May 5, 2014
By Naomi Lopez Bauman

Despite launching a Spanish language website, a bilingual call center and spending millions on outreach and marketing efforts targeting Latinos, the state of Illinois was unsuccessful in persuading the majority of these consumers to sign up for health insurance coverage in 2014, federal data show.

Only a little more than 1 in 20 Latinos in Illinois who were eligible to buy private health insurance under the Affordable Care Act did so in the first year, according to a Tribune analysis of enrollment figures released last week and federal Census data.

The lackluster participation numbers concern advocates, who question whether Latino consumers were targeted appropriately with federally funded, state-led outreach programs.

“If we really want to reach certain minorities, we have to become more culturally conscious and really think and refine how we talk to them and convince them that this is a product for them,” said Barbara Otto, CEO of Health & Disability Advocates, a Chicago-based health policy and patient advocacy group.

The enrollment report issued last week by the federal Department of Health and Human Services detailed for the first time the race of Americans who selected private health insurance plans under the health law.

Latinos historically have had the nation’s highest rate of uninsured, with 29 percent without coverage in 2012, according to Census data. That compares with about 17 percent of African-Americans, 15 percent of Asian-Americans and 10 percent of whites.

In Illinois, nearly half a million Latinos were eligible to gain coverage under the health law, including about 215,000 under the expansion of Medicaid and 278,160 who could purchase private insurance on the marketplace, according to an analysis of federal Census data conducted by Health & Disability Advocates.

Of those eligible to buy private insurance, only 15,691 Latinos had selected plans through April 19, according to the federal report, amounting to 5.6 percent of all those eligible.

“For all the money the state and feds spend reaching out to Hispanics in Illinois — with a separate website, Spanish-speaking navigators — we had a shockingly low participation rate among Hispanics,” said Naomi Lopez Bauman of the Illinois Policy Institute, a free-market group critical of the health law.

Jose Munoz, chief marketing officer for Get Covered Illinois, the state’s enrollment vehicle, said the state “did all the right things we should have done to reach this population. We took all of our best practices and implemented them across the state.”

He said the state is happy with enrollment, and noted that final racial data is incomplete because nearly a quarter of consumers who signed up for plans in Illinois did not specify their race.

“This is the first enrollment period, and the very first time that most (Latinos) have been exposed to the concept of insurance,” Munoz said. “I think you need to look at the complete picture before you draw conclusions.”
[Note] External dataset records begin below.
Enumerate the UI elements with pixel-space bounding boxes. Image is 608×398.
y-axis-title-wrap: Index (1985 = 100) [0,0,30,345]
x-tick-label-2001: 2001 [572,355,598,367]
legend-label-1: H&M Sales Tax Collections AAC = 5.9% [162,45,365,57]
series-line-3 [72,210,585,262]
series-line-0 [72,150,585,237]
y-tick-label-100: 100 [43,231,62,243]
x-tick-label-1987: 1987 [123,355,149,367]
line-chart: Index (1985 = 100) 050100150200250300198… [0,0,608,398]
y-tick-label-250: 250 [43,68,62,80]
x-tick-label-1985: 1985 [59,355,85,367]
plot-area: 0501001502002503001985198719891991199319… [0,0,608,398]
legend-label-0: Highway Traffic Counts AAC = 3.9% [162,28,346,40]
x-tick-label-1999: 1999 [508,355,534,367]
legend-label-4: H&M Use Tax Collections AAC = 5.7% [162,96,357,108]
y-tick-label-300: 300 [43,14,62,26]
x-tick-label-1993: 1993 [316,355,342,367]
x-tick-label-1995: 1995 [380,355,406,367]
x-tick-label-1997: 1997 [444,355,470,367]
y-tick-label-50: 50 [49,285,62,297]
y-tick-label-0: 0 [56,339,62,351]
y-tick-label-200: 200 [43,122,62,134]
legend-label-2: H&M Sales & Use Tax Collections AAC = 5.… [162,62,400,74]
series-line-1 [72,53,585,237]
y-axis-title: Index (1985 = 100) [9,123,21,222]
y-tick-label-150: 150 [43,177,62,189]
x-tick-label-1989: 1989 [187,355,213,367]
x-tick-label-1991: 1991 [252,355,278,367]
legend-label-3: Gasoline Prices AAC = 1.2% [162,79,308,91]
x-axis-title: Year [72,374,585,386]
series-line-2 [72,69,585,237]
Many Latinos are expected to have gained coverage under an expansion of Medicaid in Illinois, but as of Friday, state officials could not provide racial data for the 287,000 Illinoisans who had enrolled. The state also has yet to process up to 200,000 additional applications.

Overall, 217,492 Illinoisans signed up for plans in the first year, about 24 percent of the roughly 909,000 eligible. Among other groups, 33 percent of eligible Asian-Americans, 27 percent of whites and 11.7 percent of African-Americans selected plans, the data show.

Only 7.2 percent of Illinoisans who selected plans on the marketplace reported their race as Latino. Whites comprised nearly 53 percent of sign-ups, while blacks accounted for 8 percent and Asians for 7.3 percent. Nearly one-quarter of Illinois enrollees, or 51,905, did not respond to the application’s question about race.

Nationwide, just 10.7 percent of those who chose plans on the federal exchange and reported their race were Latino, according to federal data.

Mayra Alvarez, associate director of the Office of Minority Health at the Department of Health and Human Services, said last week that the administration made “important first steps” to sign up Latinos, but acknowledged there is more work to do.

She cautioned that the demographic data is not complete, noting that it doesn’t include data from separate exchanges run by 14 states and the District of Columbia. Further, she said, 31 percent of enrollees did not report their race.

Advocates said they faced myriad challenges in attempting to urge Latinos to sign up for insurance, a concept and product with which many are not familiar. Latino families that had an undocumented member also were hesitant to enroll, fearing it could alert federal law enforcement or immigration officials.

Others have limited access to the Internet in their homes and operate in a cash-based economy, possibly dissuading them from purchasing a product that must be paid in advance, often over the phone or electronically, advocates said.

Another factor, Lopez Bauman said, is that the Hispanic population skews younger than the general population, meaning more of them are young and healthy and do not think they need health coverage.

David Elin, who oversaw the outreach effort for Enroll America in Illinois, said members of his team found that many Latinos categorized insurance as something they could not afford and therefore never looked into the option.

“Folks need to understand that financial help is available,” Elin said. “That’s something we really focused on in the last several weeks and something we’ll continue to focus on later this year.”

Otto said the state and advocacy groups need to better focus on the so-called working poor population who make too much to quality for Medicaid when open enrollment begins for 2015 in November.

“That’s the population that’s going to be harder to reach,” Otto said. “These are the people in the margins, and many of them are Hispanic.”